Was this the legacy they wanted to leave their children and grandchildren, let alone the rest of us? Did they have any sense of the consequences, intended or otherwise, for American citizens, and the planet? Do they grasp the context of our Constitution, or the concept of democracy? Do they really hate women and others unlike them this much?

As these questions roiled in my head, I thought about some of the consequences the justices’ rightwing agenda presented, beginning with what would befall women and girls who no longer have agency over their bodies and lives, or access to reproductive health care.

Among them is a ten-year old child pregnant by paternal rape being denied an abortion in Ohio,  women with pre-eclampsia – high blood pressure that can be fatal to mother and baby when not treated urgently, women with gestational diabetes, a condition that can be harmful to mother and baby, women with ectopic pregnancies in which a fertilized egg attaches to the Fallopian tube instead of the uterus, an emergency situation requiring immediate care to prevent a fatal rupture, women whose lives are at risk because of  drastic fetal anomalies.

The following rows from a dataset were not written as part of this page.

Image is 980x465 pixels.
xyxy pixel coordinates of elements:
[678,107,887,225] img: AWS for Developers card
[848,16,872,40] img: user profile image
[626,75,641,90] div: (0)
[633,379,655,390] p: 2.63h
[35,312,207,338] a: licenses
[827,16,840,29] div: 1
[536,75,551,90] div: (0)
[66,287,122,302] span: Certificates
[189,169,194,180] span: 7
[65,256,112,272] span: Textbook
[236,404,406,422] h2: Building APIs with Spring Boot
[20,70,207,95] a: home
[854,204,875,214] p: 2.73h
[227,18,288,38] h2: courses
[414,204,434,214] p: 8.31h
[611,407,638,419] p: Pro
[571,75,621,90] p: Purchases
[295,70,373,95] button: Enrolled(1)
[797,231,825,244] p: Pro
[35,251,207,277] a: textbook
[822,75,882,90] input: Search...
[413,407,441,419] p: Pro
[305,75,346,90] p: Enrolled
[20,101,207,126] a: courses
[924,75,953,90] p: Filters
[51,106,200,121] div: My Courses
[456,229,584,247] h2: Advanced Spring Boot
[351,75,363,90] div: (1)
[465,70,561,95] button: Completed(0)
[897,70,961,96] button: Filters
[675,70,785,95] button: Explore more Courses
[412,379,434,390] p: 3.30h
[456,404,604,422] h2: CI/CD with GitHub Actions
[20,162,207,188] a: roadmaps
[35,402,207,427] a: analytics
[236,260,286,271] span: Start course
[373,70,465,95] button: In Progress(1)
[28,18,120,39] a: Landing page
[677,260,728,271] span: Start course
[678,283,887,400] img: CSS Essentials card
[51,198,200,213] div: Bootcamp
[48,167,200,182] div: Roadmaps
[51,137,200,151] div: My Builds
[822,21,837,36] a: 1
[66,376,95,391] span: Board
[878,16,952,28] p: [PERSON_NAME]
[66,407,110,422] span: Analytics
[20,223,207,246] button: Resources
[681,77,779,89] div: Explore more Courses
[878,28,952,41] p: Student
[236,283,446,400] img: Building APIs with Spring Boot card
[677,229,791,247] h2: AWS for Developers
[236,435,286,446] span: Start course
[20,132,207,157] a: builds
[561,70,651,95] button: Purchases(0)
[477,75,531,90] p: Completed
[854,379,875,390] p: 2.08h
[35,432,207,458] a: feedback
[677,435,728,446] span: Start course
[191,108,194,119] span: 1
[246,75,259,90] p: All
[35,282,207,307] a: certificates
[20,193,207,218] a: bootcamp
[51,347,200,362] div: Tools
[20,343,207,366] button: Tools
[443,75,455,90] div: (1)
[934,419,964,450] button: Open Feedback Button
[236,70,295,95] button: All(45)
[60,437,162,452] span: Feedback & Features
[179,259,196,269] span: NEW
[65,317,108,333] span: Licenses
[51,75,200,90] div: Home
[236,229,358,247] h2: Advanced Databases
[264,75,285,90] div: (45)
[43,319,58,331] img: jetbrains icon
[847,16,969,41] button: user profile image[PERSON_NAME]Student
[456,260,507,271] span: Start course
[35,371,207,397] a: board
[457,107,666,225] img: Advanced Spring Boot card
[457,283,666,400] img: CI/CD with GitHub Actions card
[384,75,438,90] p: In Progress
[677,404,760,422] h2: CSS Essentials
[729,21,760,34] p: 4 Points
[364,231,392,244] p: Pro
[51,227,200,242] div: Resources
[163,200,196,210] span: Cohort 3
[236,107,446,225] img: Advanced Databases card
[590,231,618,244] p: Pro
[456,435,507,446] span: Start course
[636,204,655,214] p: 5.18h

 Now women with these urgent or other reproductive healthcare needs are too frightened to seek timely reproductive care while providers are increasingly unwilling to offer it, both for fear of being prosecuted. These examples offer a small glimpse into what will happen to women and girls because of the Court’s decision to end Roe v. Wade, but this much we know: Many of them will die. So will women who elect to have an illegal or self-induced abortion for any reason.

I also thought about the death knell being sounded for the fragile, struggling planet on which we live due to environmental degradation and the global warming crisis. Just these staggering statistics are enough to send chills down my spine: “Every hour, 1,692 acres of productive dry land become desert. We are using up 50 more natural resources than the Earth can provide.” What’s more, “We have a garbage island floating in our ocean, mostly comprised of plastics - the size of India, Europe and Mexico combined!” 

Further, “The effects of human-caused global warming are happening now, are irreversible on the timescale of people alive today, and will worsen in the decades to come,” according to NASA. “Glaciers have shrunk, ice on rivers and lakes is breaking up earlier, plant and animal ranges have shifted, and trees are flowering sooner,” while “effects that scientists had predicted in the past would result from global climate change are now occurring: loss of sea ice, accelerated sea level rise and longer, more intense heat waves.”

Against these chilling facts, six Supreme Court justices saw to it that the Environmental Protection Agency would now have limited ability to regulate carbon emissions from power plants “making it nearly impossible to cut greenhouse as emissions any time soon.” In their dissenting opinion three justices said the majority had stripped the E.P.A. of “the power to respond to the most pressing environmental challenge of our time.”

When it comes to separation of church and state the conservative majority outdid themselves. Recent decisions included a ruling in favor of a Christian group’s plea to allow a flag with a cross on it to fly over Boston’s city hall. Another decision allowed for taxpayer money to cover tuition for students attending religious high schools, while the six Supremes decided in favor of a high school football coach who led Christian prayers on the playing field  after games.

Then there’s states’ rights. Again, the Scotus-6 opined against New York State's concealed carry law requiring state residents to have a permit to carry a gun in public.  That law’s requirements for a permit were specific and in the public interest but when two guys who wanted to carry guns publicly were denied permits, they appealed to the Supreme Court, which ruled the state law violated the 14th and Second Amendments. The decision proffered that the Second Amendment protects the public carry of firearms and set up a new test for courts to determine whether a law violates the Second Amendment.  New York's law was struck down, and other laws like New York's are likely to be struck down now.

Is it any wonder these frightening, tip-of-the-iceberg rulings made me feel like we’re approaching nuclear winter?  Bundle up. The Supreme Court is just getting started.